On 2024/3/18 20:39, Ojaswin Mujoo wrote:
On Thu, Mar 14, 2024 at 10:09:01PM +0800, Baokun Li wrote:
--- a/fs/ext4/mballoc.c +++ b/fs/ext4/mballoc.c @@ -831,6 +831,8 @@ static int mb_avg_fragment_size_order(struct super_block *sb, ext4_grpblk_t len) return 0; if (order == MB_NUM_ORDERS(sb)) order--;
- if (WARN_ON_ONCE(order > MB_NUM_ORDERS(sb)))
- order = MB_NUM_ORDERS(sb) - 1;
Hey Baokun,
Hi Ojaswin,
Thanks for fixing this. This patch looks good to me, feel free to add:
Reviewed-by: Ojaswin Mujoo ojaswin@linux.ibm.com
Thanks for the review!
my comments after this are less about the patch and more about some thoughts on the working of average fragment lists.
So going through the v2 and this patch got me thinking about what really is going to happen when a user tries to allocate 32768 blocks which is also the maximum value we could have in say ac->ac_g_ex.fe_len.
When this happens, ext4_mb_regular_allocator() will directly set the criteria as CR_GOAL_LEN_FAST. Now, we'll follow:
ext4_mb_choose_next_group_goal_fast() for (i=mb_avg_fragment_size_order(); i < MB_NUM_ORDERS; i++) { .. }
Here, mb_avg_fragment_siz_order() will do something like:
order = fls(32768) - 2 = 14 ... if (order == MB_NUM_ORDERS(sb)) order--;
return order;
And we'll look in the fragment list[13] and since none of the groups there would have 32768 blocks free (since we dont track it here) we'll unnecessarily traverse the full list before falling to CR_BEST_AVAIL_LEN (this will become a noop due to the way order and min_order are calculated) and eventually to CR_GOAL_LEN_SLOW where we might get something or end up splitting.
That's not quite right, in ext4_mb_choose_next_group_goal_fast() even though we're looking for the group with order 13, the group with 32768 free blocks is also in there. So after passing ext4_mb_good_group() in ext4_mb_find_good_group_avg_frag_lists(), we get a group with 32768 free blocks. And in ext4_mb_choose_next_group_best_avail() we were supposed to allocate blocks quickly by trim order, so it's necessary here too. So there are no unnecessary loops here.
But this will trigger the freshly added WARN_ON_ONCE, so in the new iteration I need to change it to:
if (WARN_ON_ONCE(order > MB_NUM_ORDERS(ac->ac_sb) + 1)) order = MB_NUM_ORDERS(ac->ac_sb) - 1;
In addition, when the block size is 4k, there are these limitations:
1) Limit the maximum size of the data allocation estimate to 8M in ext4_mb_normalize_request(). 2) #define MAX_WRITEPAGES_EXTENT_LEN 2048 3) #define DIO_MAX_BLOCKS 4096 4) Metadata is generally not allocated in many blocks at a time
So it seems that only group_prealloc will allocate more than 2048 blocks at a time.
And I've tried removing those 8M/2048/4096 limits before, but the performance of DIO write barely changed, and it doesn't look like the performance bottleneck is here in the number of blocks allocated at a time at the moment.
Thanks, Baokun
I think something more optimal would be to:
- Add another entry to average fragment lists for completely empty
groups. (As a sidenote i think we should use something like MB_NUM_FRAG_ORDER instead of MB_NUM_ORDERS in calculating limits related to average fragment lists since the NUM_ORDERS seems to be the buddy max order ie 8192 blocks only valid for CR_POWER2 and shouldn't really limit the fragment size lists)
- If we don't want to go with 1 (maybe there's some history for that),
then probably should exit early from CR_GOAL_LEN_FAST so that we don't iterate there.
Would like to hear your thoughts on it Baokun, Jan.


| DIRECTIONS FOR THIS TASK |
I'd like every entry transcribed word for word, with no pictures.
========================
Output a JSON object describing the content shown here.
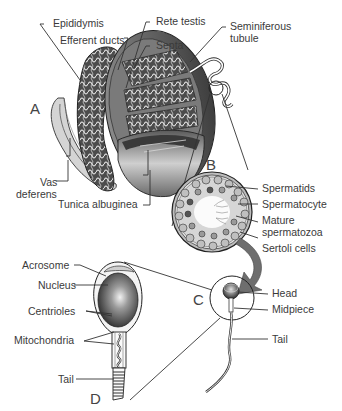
{
  "figure": {
    "panels": {
      "A": "A",
      "B": "B",
      "C": "C",
      "D": "D"
    },
    "panel_a_labels": {
      "epididymis": "Epididymis",
      "efferent_ducts": "Efferent ducts",
      "rete_testis": "Rete testis",
      "septa": "Septa",
      "seminiferous_tubule_1": "Seminiferous",
      "seminiferous_tubule_2": "tubule",
      "vas_deferens_1": "Vas",
      "vas_deferens_2": "deferens",
      "tunica_albuginea": "Tunica albuginea"
    },
    "panel_b_labels": {
      "spermatids": "Spermatids",
      "spermatocyte": "Spermatocyte",
      "mature_spermatozoa_1": "Mature",
      "mature_spermatozoa_2": "spermatozoa",
      "sertoli_cells": "Sertoli cells"
    },
    "panel_c_labels": {
      "head": "Head",
      "midpiece": "Midpiece",
      "tail": "Tail"
    },
    "panel_d_labels": {
      "acrosome": "Acrosome",
      "nucleus": "Nucleus",
      "centrioles": "Centrioles",
      "mitochondria": "Mitochondria",
      "tail": "Tail"
    },
    "colors": {
      "line": "#333333",
      "fill_dark": "#4a4a4a",
      "fill_mid": "#8a8a8a",
      "fill_light": "#d8d8d8",
      "arrow": "#6e6e6e",
      "background": "#ffffff"
    }
  }
}
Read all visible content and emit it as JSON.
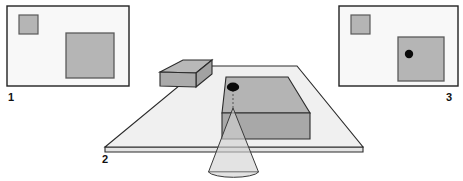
========================
| SOLVED PROBLEM |
Output a JSON object describing the content shown here.
{
  "figure": {
    "panels": {
      "A": "A",
      "B": "B",
      "C": "C",
      "D": "D"
    },
    "panel_a_labels": {
      "epididymis": "Epididymis",
      "efferent_ducts": "Efferent ducts",
      "rete_testis": "Rete testis",
      "septa": "Septa",
      "seminiferous_tubule_1": "Seminiferous",
      "seminiferous_tubule_2": "tubule",
      "vas_deferens_1": "Vas",
      "vas_deferens_2": "deferens",
      "tunica_albuginea": "Tunica albuginea"
    },
    "panel_b_labels": {
      "spermatids": "Spermatids",
      "spermatocyte": "Spermatocyte",
      "mature_spermatozoa_1": "Mature",
      "mature_spermatozoa_2": "spermatozoa",
      "sertoli_cells": "Sertoli cells"
    },
    "panel_c_labels": {
      "head": "Head",
      "midpiece": "Midpiece",
      "tail": "Tail"
    },
    "panel_d_labels": {
      "acrosome": "Acrosome",
      "nucleus": "Nucleus",
      "centrioles": "Centrioles",
      "mitochondria": "Mitochondria",
      "tail": "Tail"
    },
    "colors": {
      "line": "#333333",
      "fill_dark": "#4a4a4a",
      "fill_mid": "#8a8a8a",
      "fill_light": "#d8d8d8",
      "arrow": "#6e6e6e",
      "background": "#ffffff"
    }
  }
}
Read all visible content and emit it as JSON.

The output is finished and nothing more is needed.